As a freelance writer, the police chief is always busting my hump to help them crack a case wide open. The Chief is 'A-okay' by me so I do it for him. But I wish me and my posse got more respect from the rest of the boys on the beat. The boys in blue (actually black) respect us but the flat-foot detectives don't like us at all. They don't like us because we don't go by the book. They don't like us because we don't play by the rules. They don't like us because we have to show them how to do their job. They don't like our attitude. They don't like our hair. They don't like the fact that chicks dig us.

Well, that's cool. I don't care - because the only thing that matters to me and my fellow rogue agents is that Justice be done.
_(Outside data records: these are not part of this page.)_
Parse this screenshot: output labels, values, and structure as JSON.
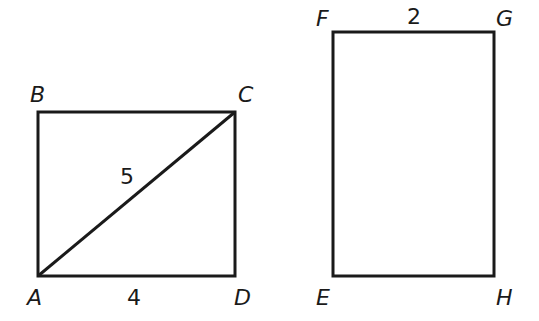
{
  "figure": {
    "stroke_color": "#1a1a1a",
    "background": "#ffffff",
    "rectangle_abcd": {
      "vertices": {
        "A": {
          "label": "A",
          "x": 38,
          "y": 276
        },
        "B": {
          "label": "B",
          "x": 38,
          "y": 112
        },
        "C": {
          "label": "C",
          "x": 235,
          "y": 112
        },
        "D": {
          "label": "D",
          "x": 235,
          "y": 276
        }
      },
      "diagonal": "AC",
      "diagonal_length": "5",
      "side_ad_length": "4"
    },
    "rectangle_efgh": {
      "vertices": {
        "E": {
          "label": "E",
          "x": 333,
          "y": 276
        },
        "F": {
          "label": "F",
          "x": 333,
          "y": 32
        },
        "G": {
          "label": "G",
          "x": 494,
          "y": 32
        },
        "H": {
          "label": "H",
          "x": 494,
          "y": 276
        }
      },
      "side_fg_length": "2"
    }
  }
}
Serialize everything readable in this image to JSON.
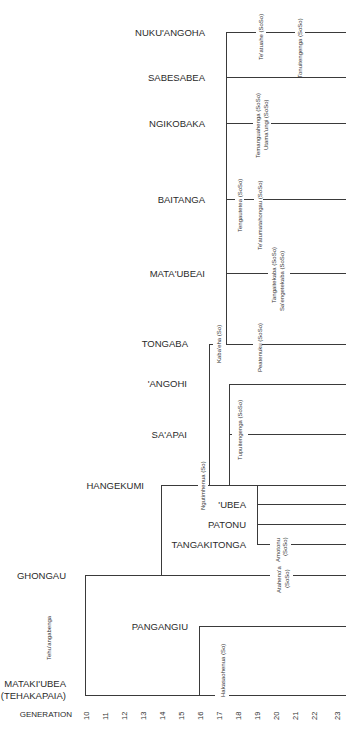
{
  "axis": {
    "title": "GENERATION",
    "ticks": [
      "10",
      "11",
      "12",
      "13",
      "14",
      "15",
      "16",
      "17",
      "18",
      "19",
      "20",
      "21",
      "22",
      "23"
    ]
  },
  "lineages": [
    {
      "name": "NUKU'ANGOHA"
    },
    {
      "name": "SABESABEA"
    },
    {
      "name": "NGIKOBAKA"
    },
    {
      "name": "BAITANGA"
    },
    {
      "name": "MATA'UBEAI"
    },
    {
      "name": "TONGABA"
    },
    {
      "name": "'ANGOHI"
    },
    {
      "name": "SA'APAI"
    },
    {
      "name": "HANGEKUMI"
    },
    {
      "name": "'UBEA"
    },
    {
      "name": "PATONU"
    },
    {
      "name": "TANGAKITONGA"
    },
    {
      "name": "GHONGAU"
    },
    {
      "name": "PANGANGIU"
    },
    {
      "name": "MATAKI'UBEA"
    },
    {
      "name": "(TEHAKAPAIA)"
    }
  ],
  "persons": [
    {
      "name": "Te'atuahe (SoSo)"
    },
    {
      "name": "Tonuitengenga (SoSo)"
    },
    {
      "name": "Temanguahenga (SoSo)"
    },
    {
      "name": "Utama'ungi (SoSo)"
    },
    {
      "name": "Tengautetea (SoSo)"
    },
    {
      "name": "Te'atumatahongau (SoSo)"
    },
    {
      "name": "Tangaitekaba (SoSo)"
    },
    {
      "name": "Sa'engetekaba (SoSo)"
    },
    {
      "name": "Kaba'eha (So)"
    },
    {
      "name": "Peatenuku (SoSo)"
    },
    {
      "name": "Tupuitengenga (SoSo)"
    },
    {
      "name": "Ngutimhenua (So)"
    },
    {
      "name": "Amotonu"
    },
    {
      "name": "(SoSo)"
    },
    {
      "name": "Ataheno'a"
    },
    {
      "name": "(SoSo)"
    },
    {
      "name": "Tehu'angabenga"
    },
    {
      "name": "Hakasaohenua (So)"
    }
  ]
}
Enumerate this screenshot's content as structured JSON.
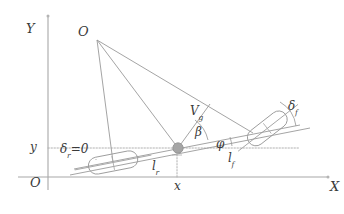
{
  "figure": {
    "type": "vehicle-kinematics-bicycle-model-diagram",
    "background_color": "#ffffff",
    "line_color": "#9a9a9a",
    "axis_color": "#a8a8a8",
    "text_color": "#3a3a3a",
    "marker_color": "#a5a5a5"
  },
  "axes": {
    "x_axis_label": "X",
    "y_axis_label": "Y",
    "origin_label": "O",
    "x_tick_label": "x",
    "y_tick_label": "y"
  },
  "points": {
    "icr_label": "O",
    "cg_marker": "center-of-gravity-dot"
  },
  "vectors": {
    "velocity_symbol": "V",
    "velocity_subscript": "g"
  },
  "angles": {
    "sideslip_symbol": "β",
    "heading_symbol": "φ",
    "front_steer_symbol": "δ",
    "front_steer_subscript": "f",
    "rear_steer_symbol": "δ",
    "rear_steer_subscript": "r",
    "rear_steer_value": "=0"
  },
  "lengths": {
    "rear_symbol": "l",
    "rear_subscript": "r",
    "front_symbol": "l",
    "front_subscript": "f"
  }
}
As for the Shedden massacre, it should be a piece of cake. Let's see, eight murders, they were obviously ambushed so I figure an eight-cyclinder weapon. Probably a pistol. Now, where to hide it? Well, judging by the imcompetence, the ineptness, the totally amateur production involved with everything I've read about the ring-leader of this motley crew, I figure the gun could be hidden in only one place: in the bottom of the sock-and-underwear drawer of his bedroom dresser in the farmhouse.

Case closed.

Now for that case up in Toronto involving the 17 terrorists. You just know the Crown is gonna screw that case up and most of them will walk. Not if I can help it. ... Then there's the other southern Ontario hot spot down Caledonia way. If you are a crime-fighting freelance writer, there's never any shortage of work around here.